WORK INSTRUCTIONS: Starting at the line with "At what (x,y)", retype every remaining line of the records exactly. Do not include pictures.

[DATA IN THIS EXERCISE Boundary: Start]

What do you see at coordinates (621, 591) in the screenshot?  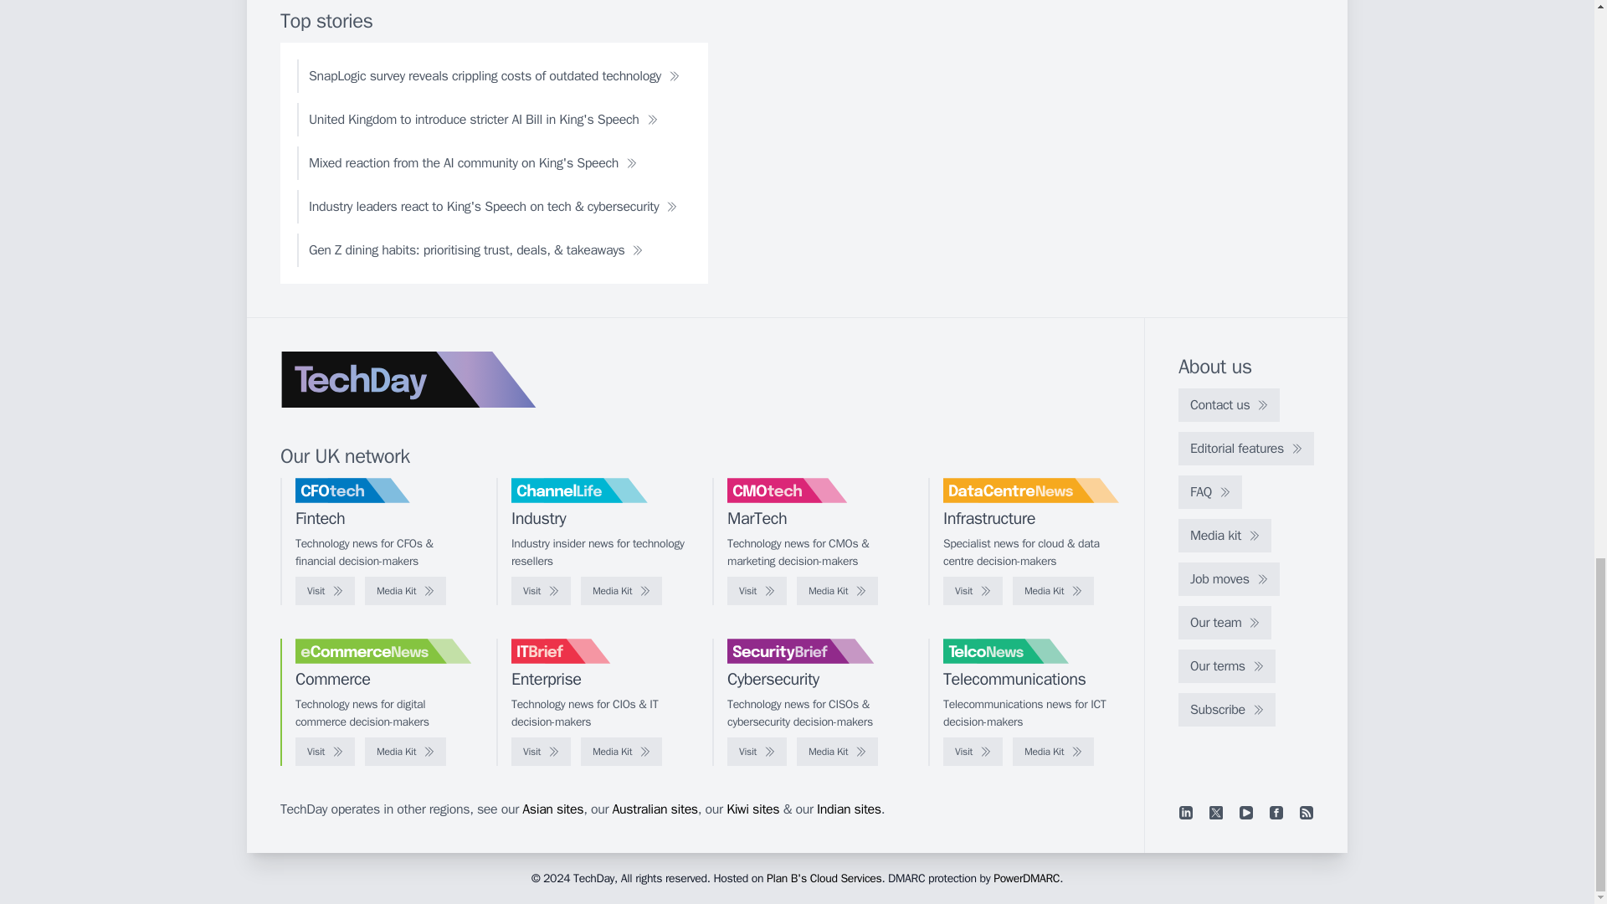 I see `Media Kit` at bounding box center [621, 591].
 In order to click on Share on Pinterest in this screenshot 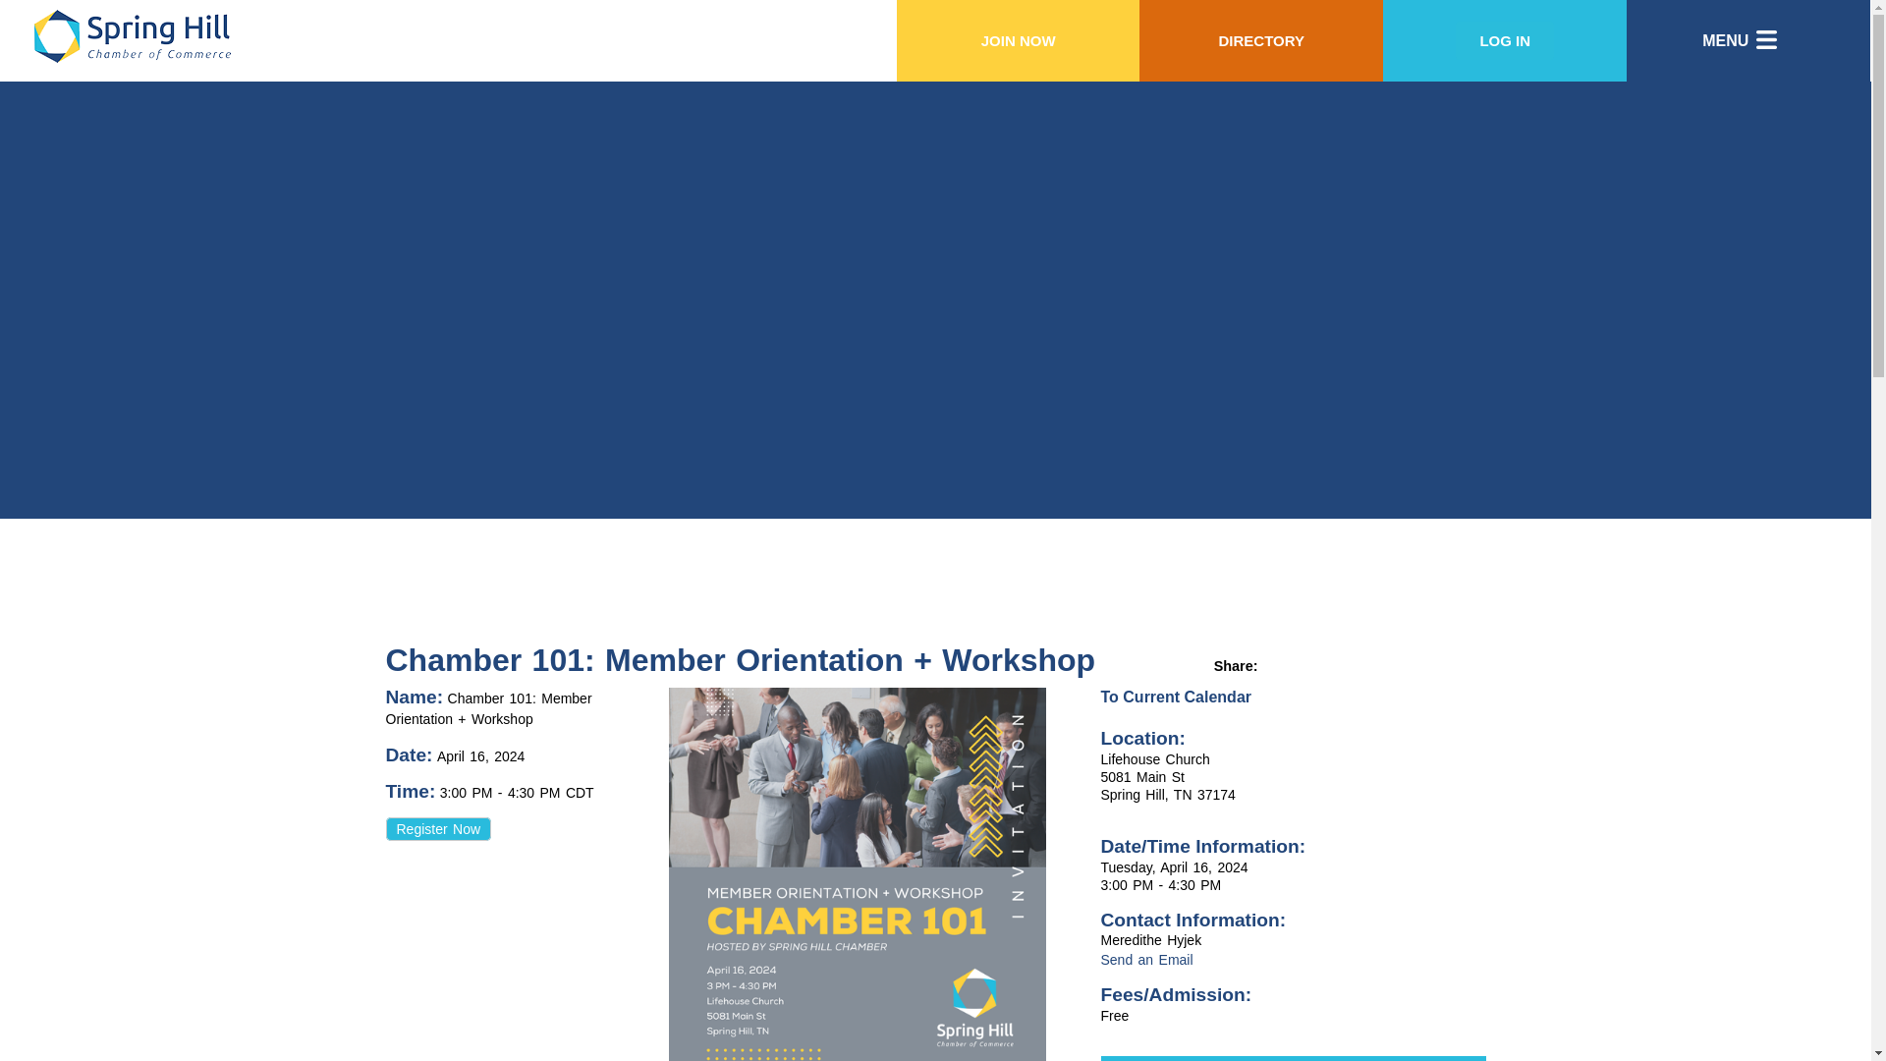, I will do `click(1468, 664)`.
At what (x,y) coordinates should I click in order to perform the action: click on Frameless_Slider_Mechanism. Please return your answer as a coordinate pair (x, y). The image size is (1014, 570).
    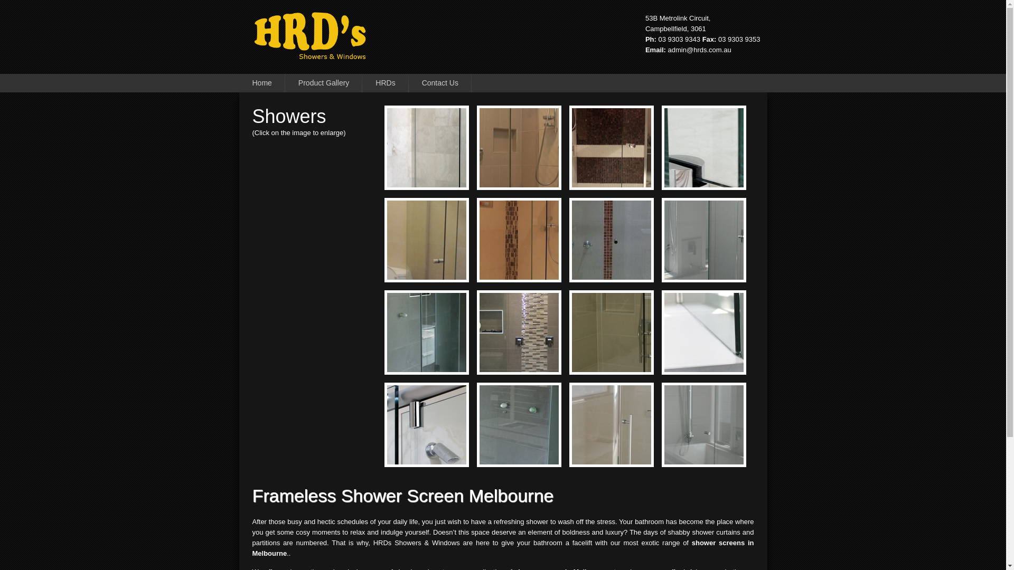
    Looking at the image, I should click on (439, 452).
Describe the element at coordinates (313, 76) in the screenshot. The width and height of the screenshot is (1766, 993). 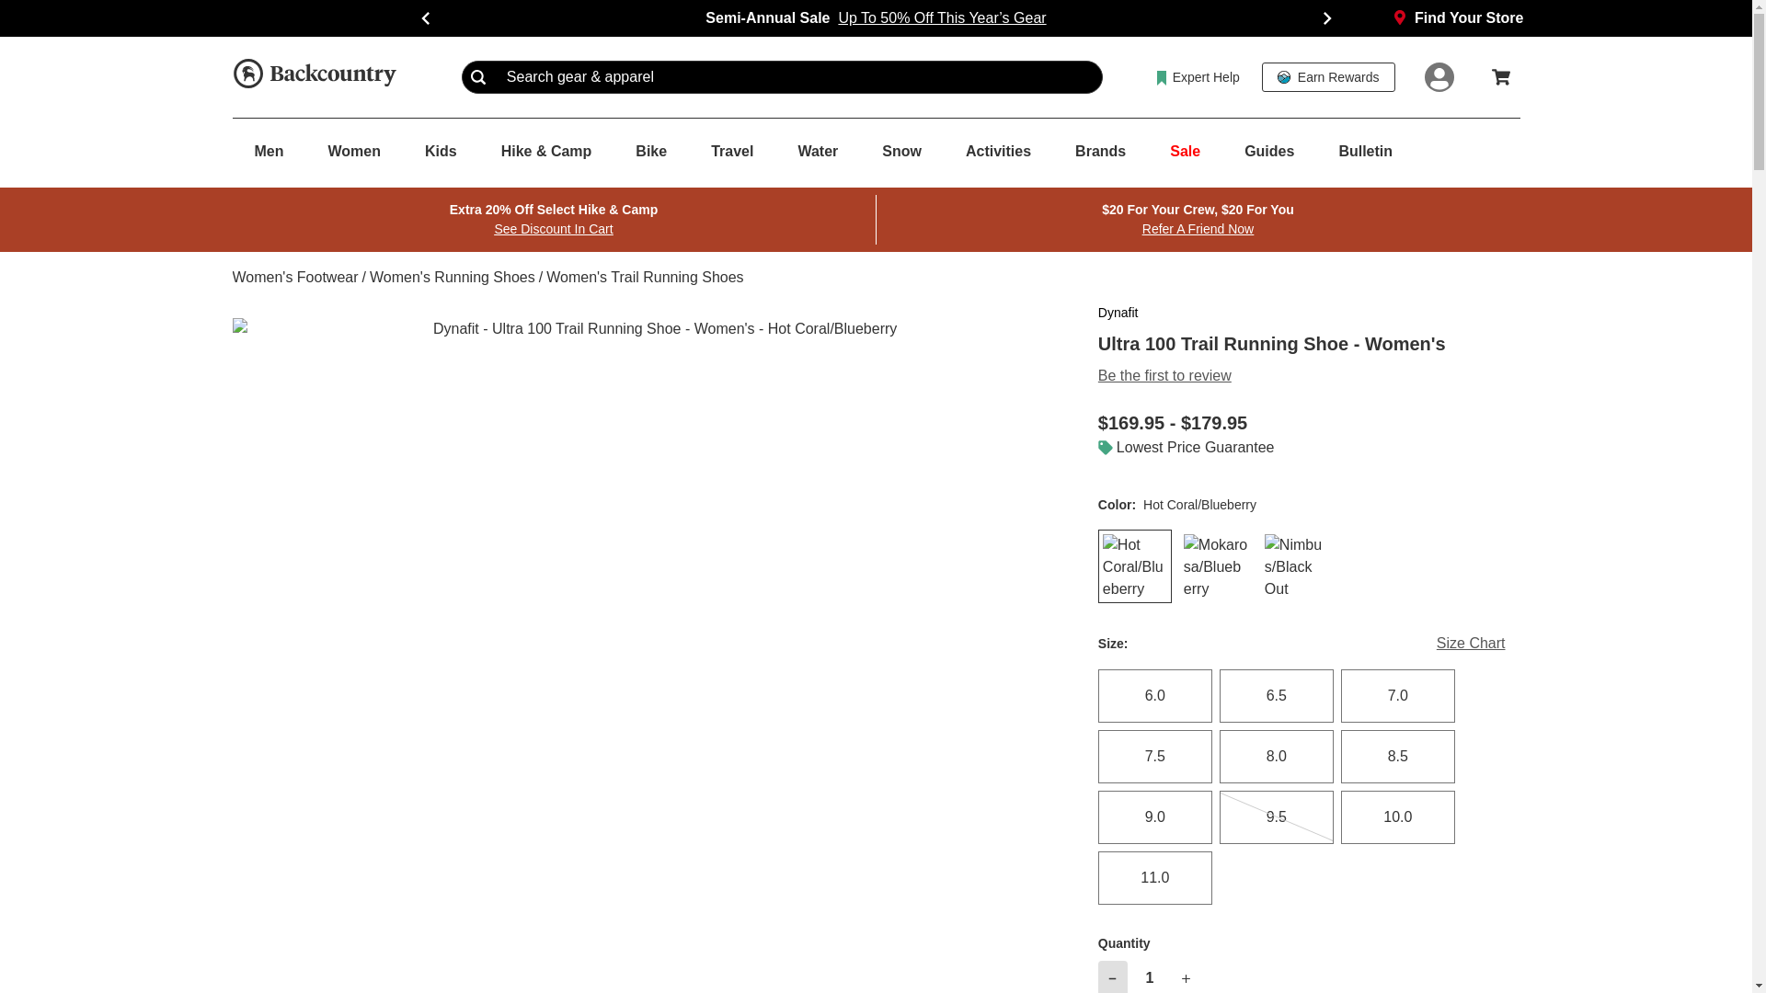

[DATA IN THIS EXERCISE Boundary: End]

PROBLEM SOLUTION:
At what (x,y) coordinates should I click in order to perform the action: click on Frameless_Slider_Mechanism. Please return your answer as a coordinate pair (x, y). The image size is (1014, 570).
    Looking at the image, I should click on (439, 452).
Describe the element at coordinates (313, 76) in the screenshot. The width and height of the screenshot is (1766, 993). 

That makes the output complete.